Miranda Pennell’s Human Radio (2001, UK, digital, 9 min.) celebrates dancing behind closed doors in private moments of personal abandon with various “living room dancers,” discovered through an ad in a London newspaper. In You Made Me Love You (2005, UK, digital, 4 min.), Pennell plays a game of cat and mouse with 21 dancers collectively performing with an unpredictable camera. 

Marcus Young 楊墨 makes art to expand the repertoire of human behavior and the expressivity of social forms for the stage, museums, mindfulness practices, and the public realm. From 2006 to 2015, he served as city artist in St. Paul, where he transformed the city’s sidewalk repair program into a publishing entity for poetry—Everyday Poems for City Sidewalk. At the Minneapolis Institute of Art he presented With Nothing to Give, I Give Myself, living for 10 days around-the-clock in the museum to foster the revelation that people are the great overlooked works of art. Young is stage director with Ananya Dance Theater and recently served as artist-in-residence at the Minnesota Department of Transportation.

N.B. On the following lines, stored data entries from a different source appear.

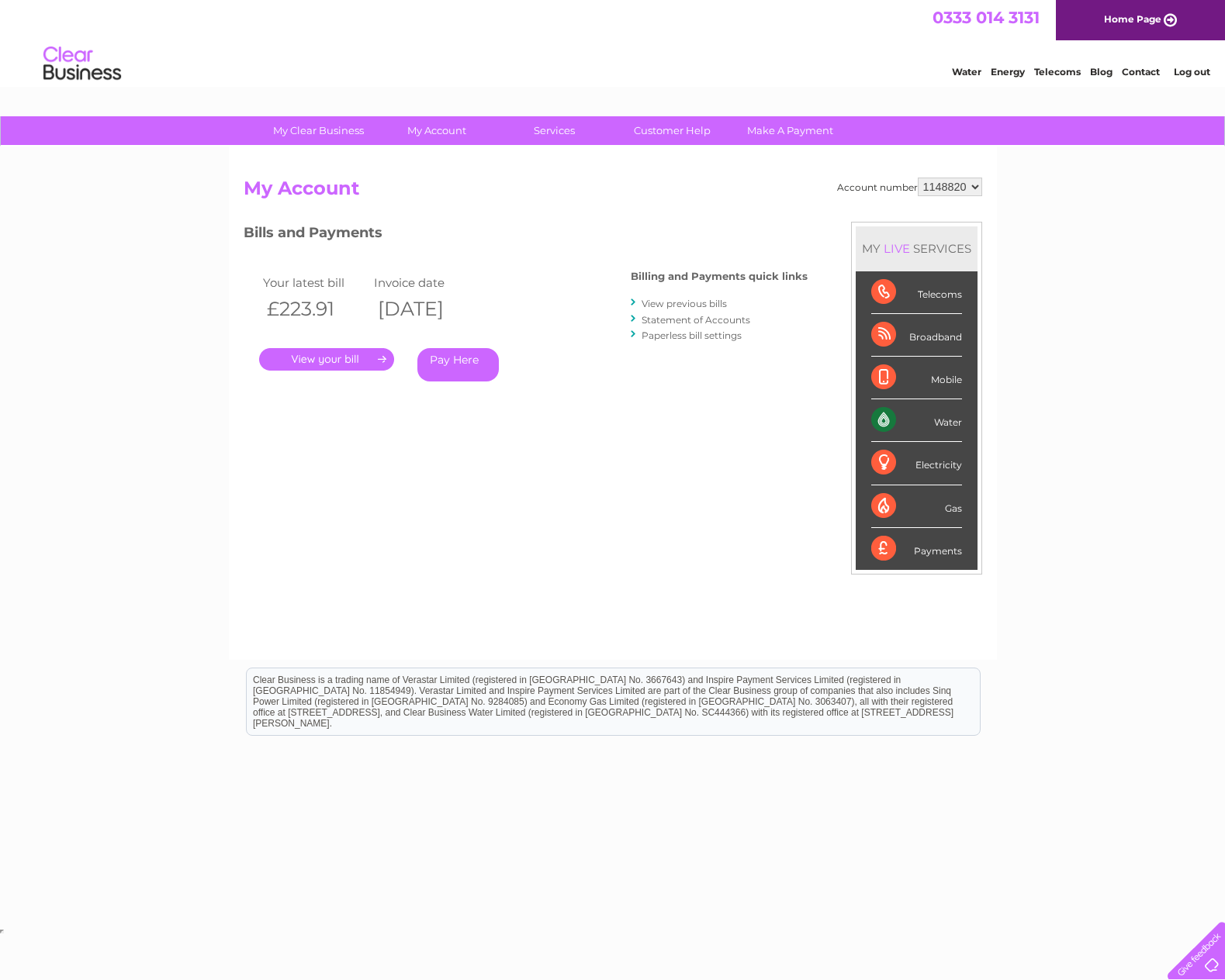 The image size is (1225, 980). Describe the element at coordinates (909, 187) in the screenshot. I see `div: Account number` at that location.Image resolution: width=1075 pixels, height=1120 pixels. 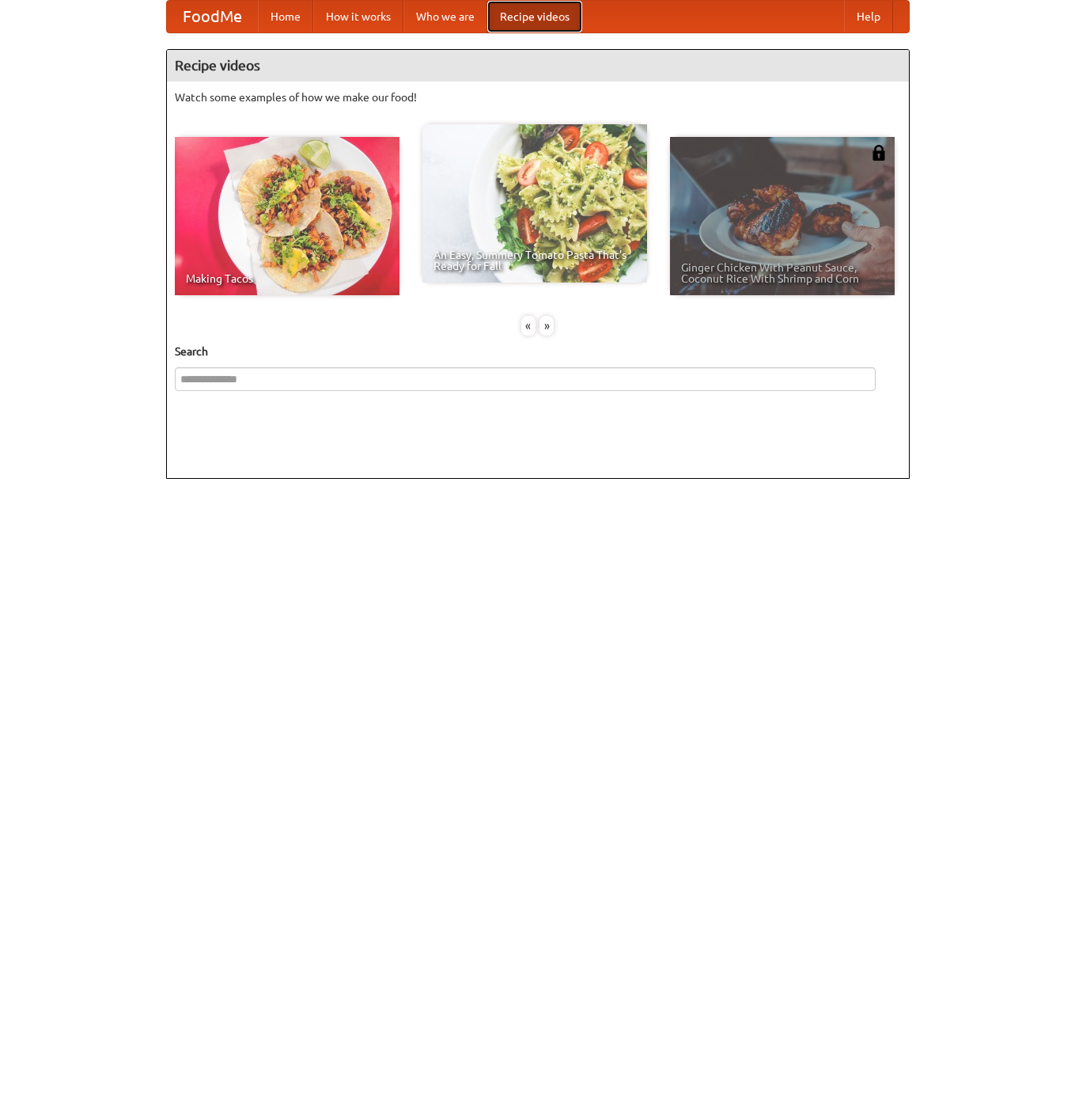 I want to click on h5: Search, so click(x=538, y=351).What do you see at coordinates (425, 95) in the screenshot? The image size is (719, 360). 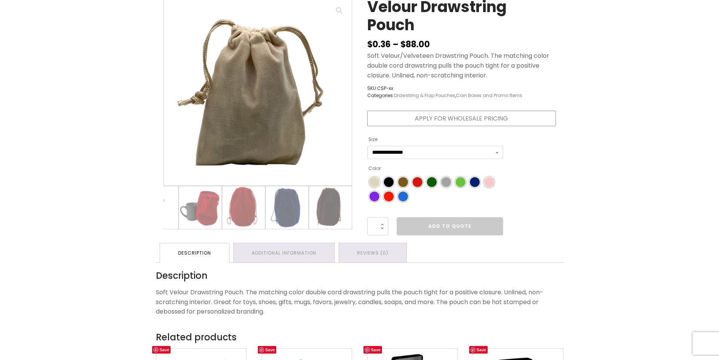 I see `a: Drawstring & Flap Pouches` at bounding box center [425, 95].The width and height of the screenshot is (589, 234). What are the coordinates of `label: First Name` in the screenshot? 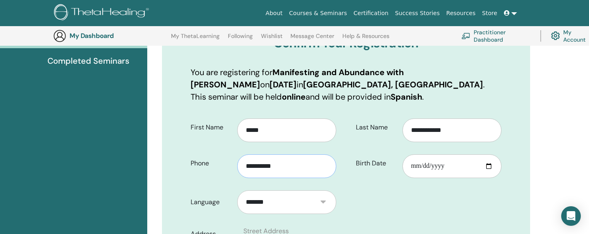 It's located at (211, 128).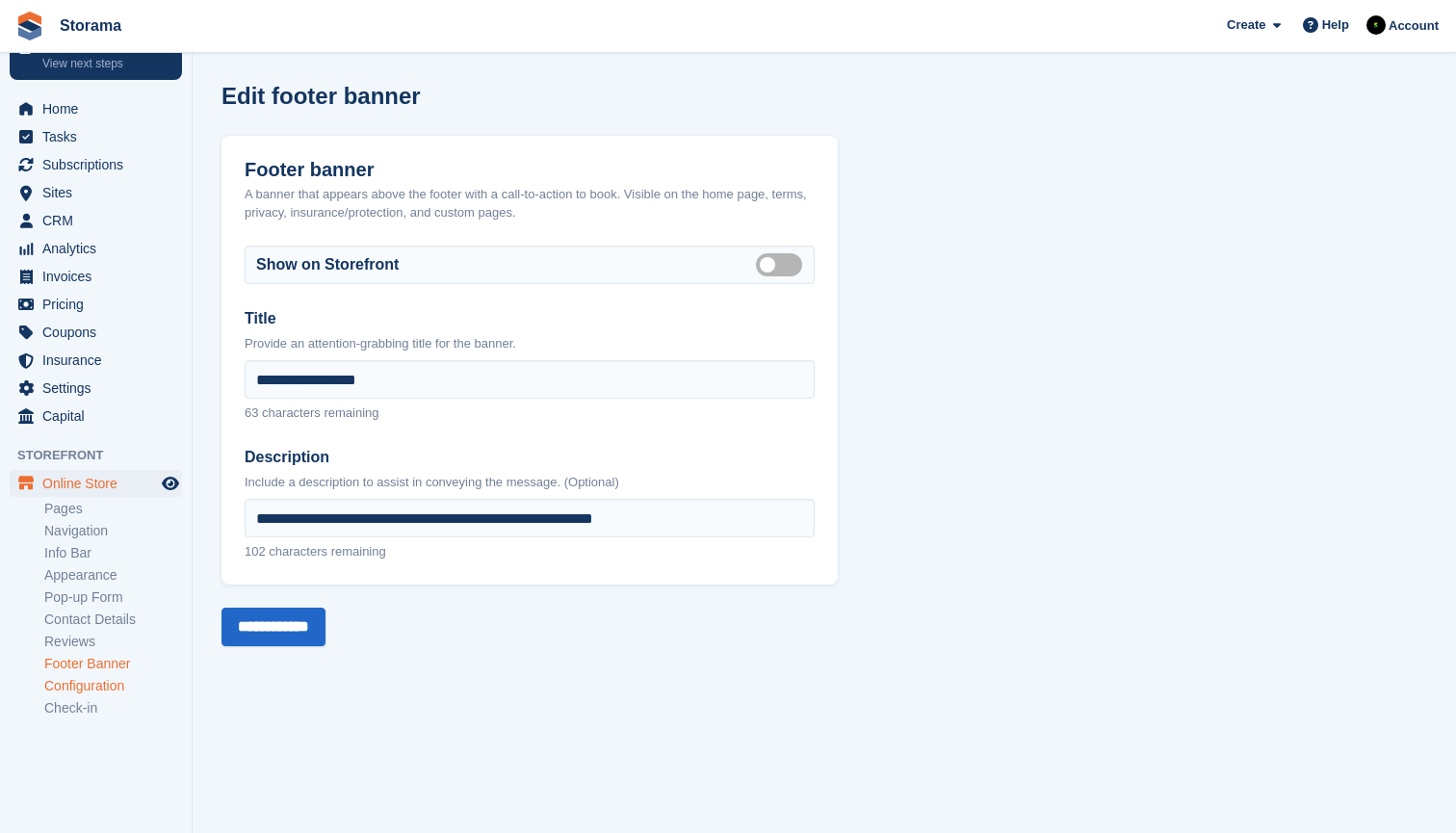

Please check back closer to the date for program details and current COVID-19 guidelines. For weather updates, please call the box office at 612-375-7600.

Admission is free on Thursday nights, 5–9 pm. Gallery admission tickets must be reserved separately; quantities are limited. Mask-wearing is encouraged indoors for visitors ages 2 and older.

This event may be documented with photography. By attending, you consent to having your image documented.

For more information about accessibility or to request additional accommodations, call 612-375-7564 or email access@walkerart.org.

For more information about accessibility at the Walker, visit our Access page.

Masks are strongly encouraged inside the museum for all visitors ages 2 and older regardless of vaccination status. On Free First Saturdays and Sensory Friendly Sundays, we require visitors ages 2 and older to wear face masks inside the building to support the safety and comfort of families and attendees.